Disclosure: Settle
Details
Genre: Disco, ElectronicaPros:
Hints of progressive house works its way into the throwback escapism of Disclosure. Guests add extra flair to the setCons:
Some riffs and lyrics are extremely repetitiveEnglish duo work up soulful house beats and trippy EDM on debut disc
English duo work up soulful house beats and trippy EDM on debut disc
Guy and Howard Lawrence aren’t exactly newborn novices to the EDM movement; they’ve been navigating from one music festival to the next since their Sam Smith-guested “Latch” made landfall in 2012. Attached to Smith’s surging popularity, “Latch” opened up many doors for the English brotherly duo, including the arrival of their debut LP, Settle. That track, a sudden shift of direction from the conventional balladic crooning that bunkers down Smith’s repertoire, finds its home on this disc. As if Smith was intoxicated on the brews of Fine Young Cannibals, “Latch” is a confident lead single for Disclosure and exposes a surprising depth in their decision to avoid the traditional 4/4 time of house to go with the composition’s 6/8 tempo. It’s a risk they take and one that succeed in.
Much of the album walks on the borderlines of the trivial, often repeating the same strategies and formulas like typical electro playlists. Even with the insertion of dreamy trance and dubstep, the beats and loops become a bit repetitive. On the album opener “When a Fire Starts to Burn,” a preachy sample gets out of hand. But there’s the brilliantly scored “F for You,” which features Howard’s lone, dry vocals as the perfect narrator of discontentment in a world of puzzled love: “I’ve been infected with restless whispers and cheats that manifested in words and lies that you speak…because I played the fool for you.” Mary J. Blige guests on the deluxe edition version, providing the track a dose of Chicago house diva. Once the charming chorus rings out and starts circulating endlessly, Disclosure has found their niche. EDM is full of repetitive energy, but the guys bring out some of the genre’s guilty pleasures. Inside “White Noise,” the soulful house grooves are sewn together alongside AlunaGeorge’s icy vocals, as if a Robyn doppelganger had been dropped into a vat of NYC disco ooze. Songs like the Miguel Migs-sounding “Defeated No More” and the intoxicating “January” play like retro Playboy After Dark offerings. And the guest vocals of Sasha Keable (“Voices”) and UK’s newest sensation Jessie Ware (“Confess to Me”) keeps the album on high alert, as the disc hardly slows down with its magic. Sam Smith returns on the Nile Rodgers-featured “Together” on the deluxe edition version. Only on the album’s finale “Help Me Lose My Mind” does Disclosure slow things down, but even that creation of euphoric teases decked with synth swirls, LCD Soundsystem sonics and London Grammar’s AC-ready pipes satisfies the dancey ear.
On “Confess to Me,” Disclosure lets out a cocky response to cynics of their new-age house. “I’ll fulfill your desires for you,” they say. If you excuse the tribal-like repetition of their song’s foundations, you can easily write off their inherent cockiness from ever reaching asinine proportions. They know what works for them and they are pretty good at it. As dance music continues its ever evolving strategy to maintain its stronghold on mainstream, Disclosure finds a clever way to celebrate some of the glorious elements of disco’s past while exploring the mystical sounds of the future. So what if the high-energy deep house on Settle is too much for radio’s low-grade standards. The movement for sophisticated EDM will make its way into the hearts of those who are weary of the excessive bubblegum electropop. It’s already happening.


--- Task details ---
Each record below should be reproduced as it is written, with pictures left out entirely.

--- Data for processing ---
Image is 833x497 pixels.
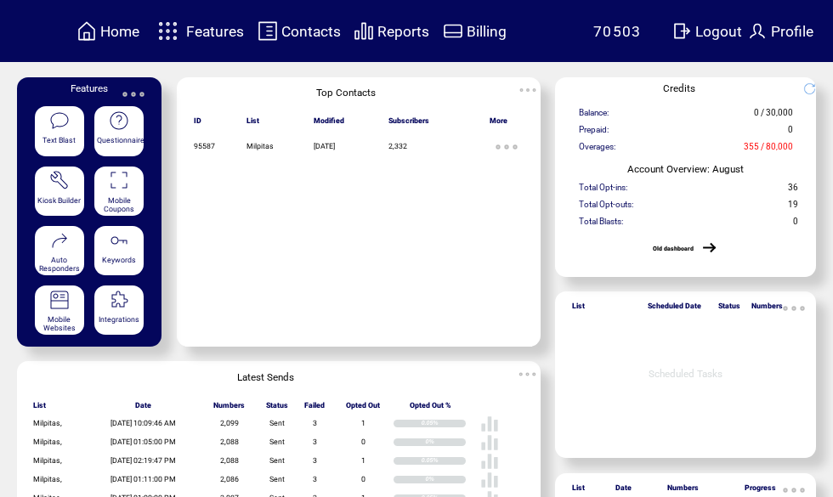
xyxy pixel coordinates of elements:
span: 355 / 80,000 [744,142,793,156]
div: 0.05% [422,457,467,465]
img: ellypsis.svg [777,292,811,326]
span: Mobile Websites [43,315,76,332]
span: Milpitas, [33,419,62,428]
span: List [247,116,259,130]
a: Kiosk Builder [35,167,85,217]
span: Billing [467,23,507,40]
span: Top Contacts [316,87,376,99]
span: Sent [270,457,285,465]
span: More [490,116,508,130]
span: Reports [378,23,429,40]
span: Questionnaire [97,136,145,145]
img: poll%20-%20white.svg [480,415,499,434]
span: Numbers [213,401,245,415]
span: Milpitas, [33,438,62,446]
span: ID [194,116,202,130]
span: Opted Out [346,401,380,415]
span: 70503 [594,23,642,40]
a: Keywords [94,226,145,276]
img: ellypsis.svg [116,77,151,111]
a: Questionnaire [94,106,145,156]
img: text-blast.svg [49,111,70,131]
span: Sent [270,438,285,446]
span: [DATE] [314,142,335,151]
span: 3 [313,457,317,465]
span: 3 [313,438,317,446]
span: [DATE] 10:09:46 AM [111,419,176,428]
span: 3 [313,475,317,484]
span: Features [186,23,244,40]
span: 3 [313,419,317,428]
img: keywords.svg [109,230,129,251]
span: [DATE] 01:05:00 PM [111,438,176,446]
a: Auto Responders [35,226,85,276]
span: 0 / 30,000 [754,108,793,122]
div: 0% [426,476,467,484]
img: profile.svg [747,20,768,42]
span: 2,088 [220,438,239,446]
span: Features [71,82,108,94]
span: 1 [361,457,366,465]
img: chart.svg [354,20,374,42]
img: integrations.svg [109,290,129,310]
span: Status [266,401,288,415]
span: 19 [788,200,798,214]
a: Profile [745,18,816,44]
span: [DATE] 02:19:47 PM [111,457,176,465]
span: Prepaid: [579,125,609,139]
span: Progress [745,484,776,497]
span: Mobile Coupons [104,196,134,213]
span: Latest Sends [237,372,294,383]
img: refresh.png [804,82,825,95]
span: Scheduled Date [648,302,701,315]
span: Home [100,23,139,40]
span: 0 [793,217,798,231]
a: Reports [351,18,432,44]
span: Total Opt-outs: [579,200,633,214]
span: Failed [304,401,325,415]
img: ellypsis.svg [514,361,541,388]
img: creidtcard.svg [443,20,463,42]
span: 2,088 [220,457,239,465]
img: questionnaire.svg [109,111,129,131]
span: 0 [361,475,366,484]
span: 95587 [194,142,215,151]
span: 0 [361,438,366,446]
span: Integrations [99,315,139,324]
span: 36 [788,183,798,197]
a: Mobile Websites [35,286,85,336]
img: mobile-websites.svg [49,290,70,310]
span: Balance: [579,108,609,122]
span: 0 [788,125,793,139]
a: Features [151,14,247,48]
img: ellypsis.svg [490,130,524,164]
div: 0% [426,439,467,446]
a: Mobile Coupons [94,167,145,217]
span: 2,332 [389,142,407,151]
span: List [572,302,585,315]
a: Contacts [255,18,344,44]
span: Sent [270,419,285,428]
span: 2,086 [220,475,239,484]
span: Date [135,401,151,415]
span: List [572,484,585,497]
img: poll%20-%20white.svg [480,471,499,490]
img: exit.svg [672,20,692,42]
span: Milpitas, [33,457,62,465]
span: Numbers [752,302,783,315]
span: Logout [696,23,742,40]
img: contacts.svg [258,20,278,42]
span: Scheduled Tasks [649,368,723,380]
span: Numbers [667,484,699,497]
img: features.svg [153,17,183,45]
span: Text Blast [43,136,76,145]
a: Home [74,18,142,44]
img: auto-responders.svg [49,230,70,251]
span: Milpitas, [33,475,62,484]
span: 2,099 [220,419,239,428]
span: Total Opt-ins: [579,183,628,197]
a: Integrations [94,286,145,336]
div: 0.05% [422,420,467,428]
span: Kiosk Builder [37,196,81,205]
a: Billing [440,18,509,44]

--- Solution ---
Image is 833x497 pixels.
xyxy pixel coordinates of elements:
span: 355 / 80,000 [744,142,793,156]
div: 0.05% [422,457,467,465]
img: ellypsis.svg [777,292,811,326]
span: Mobile Websites [43,315,76,332]
span: Milpitas, [33,419,62,428]
span: List [247,116,259,130]
a: Kiosk Builder [35,167,85,217]
span: Billing [467,23,507,40]
span: Top Contacts [316,87,376,99]
span: Sent [270,457,285,465]
span: More [490,116,508,130]
span: Reports [378,23,429,40]
span: Questionnaire [97,136,145,145]
img: poll%20-%20white.svg [480,415,499,434]
span: Numbers [213,401,245,415]
span: Milpitas, [33,438,62,446]
span: ID [194,116,202,130]
span: Opted Out [346,401,380,415]
span: 70503 [594,23,642,40]
a: Keywords [94,226,145,276]
img: ellypsis.svg [116,77,151,111]
a: Questionnaire [94,106,145,156]
img: text-blast.svg [49,111,70,131]
span: Sent [270,438,285,446]
span: [DATE] [314,142,335,151]
span: 3 [313,457,317,465]
span: 3 [313,438,317,446]
span: [DATE] 10:09:46 AM [111,419,176,428]
span: 3 [313,475,317,484]
span: Features [186,23,244,40]
span: 3 [313,419,317,428]
img: keywords.svg [109,230,129,251]
span: [DATE] 01:05:00 PM [111,438,176,446]
a: Auto Responders [35,226,85,276]
span: 0 / 30,000 [754,108,793,122]
div: 0% [426,476,467,484]
img: profile.svg [747,20,768,42]
span: 2,088 [220,438,239,446]
span: Features [71,82,108,94]
span: 1 [361,457,366,465]
img: chart.svg [354,20,374,42]
img: integrations.svg [109,290,129,310]
span: Status [266,401,288,415]
span: 19 [788,200,798,214]
a: Profile [745,18,816,44]
span: [DATE] 02:19:47 PM [111,457,176,465]
span: Prepaid: [579,125,609,139]
span: Progress [745,484,776,497]
span: Mobile Coupons [104,196,134,213]
span: Latest Sends [237,372,294,383]
img: refresh.png [804,82,825,95]
span: Scheduled Date [648,302,701,315]
span: Home [100,23,139,40]
span: 0 [793,217,798,231]
a: Reports [351,18,432,44]
span: Total Opt-outs: [579,200,633,214]
span: Failed [304,401,325,415]
img: ellypsis.svg [514,361,541,388]
img: creidtcard.svg [443,20,463,42]
span: 2,088 [220,457,239,465]
img: questionnaire.svg [109,111,129,131]
span: 0 [361,475,366,484]
span: 95587 [194,142,215,151]
span: 0 [361,438,366,446]
span: Integrations [99,315,139,324]
span: 36 [788,183,798,197]
a: Mobile Websites [35,286,85,336]
img: mobile-websites.svg [49,290,70,310]
span: Balance: [579,108,609,122]
span: 0 [788,125,793,139]
a: Features [151,14,247,48]
img: ellypsis.svg [490,130,524,164]
div: 0% [426,439,467,446]
a: Mobile Coupons [94,167,145,217]
span: 2,332 [389,142,407,151]
span: List [572,302,585,315]
a: Contacts [255,18,344,44]
span: Sent [270,419,285,428]
span: 2,086 [220,475,239,484]
span: Date [135,401,151,415]
span: List [572,484,585,497]
img: poll%20-%20white.svg [480,471,499,490]
img: exit.svg [672,20,692,42]
span: Milpitas, [33,457,62,465]
span: Numbers [752,302,783,315]
span: Logout [696,23,742,40]
img: contacts.svg [258,20,278,42]
span: Scheduled Tasks [649,368,723,380]
span: Numbers [667,484,699,497]
img: features.svg [153,17,183,45]
span: Text Blast [43,136,76,145]
a: Home [74,18,142,44]
img: auto-responders.svg [49,230,70,251]
span: Milpitas, [33,475,62,484]
span: 2,099 [220,419,239,428]
span: Total Opt-ins: [579,183,628,197]
a: Integrations [94,286,145,336]
div: 0.05% [422,420,467,428]
span: Kiosk Builder [37,196,81,205]
a: Billing [440,18,509,44]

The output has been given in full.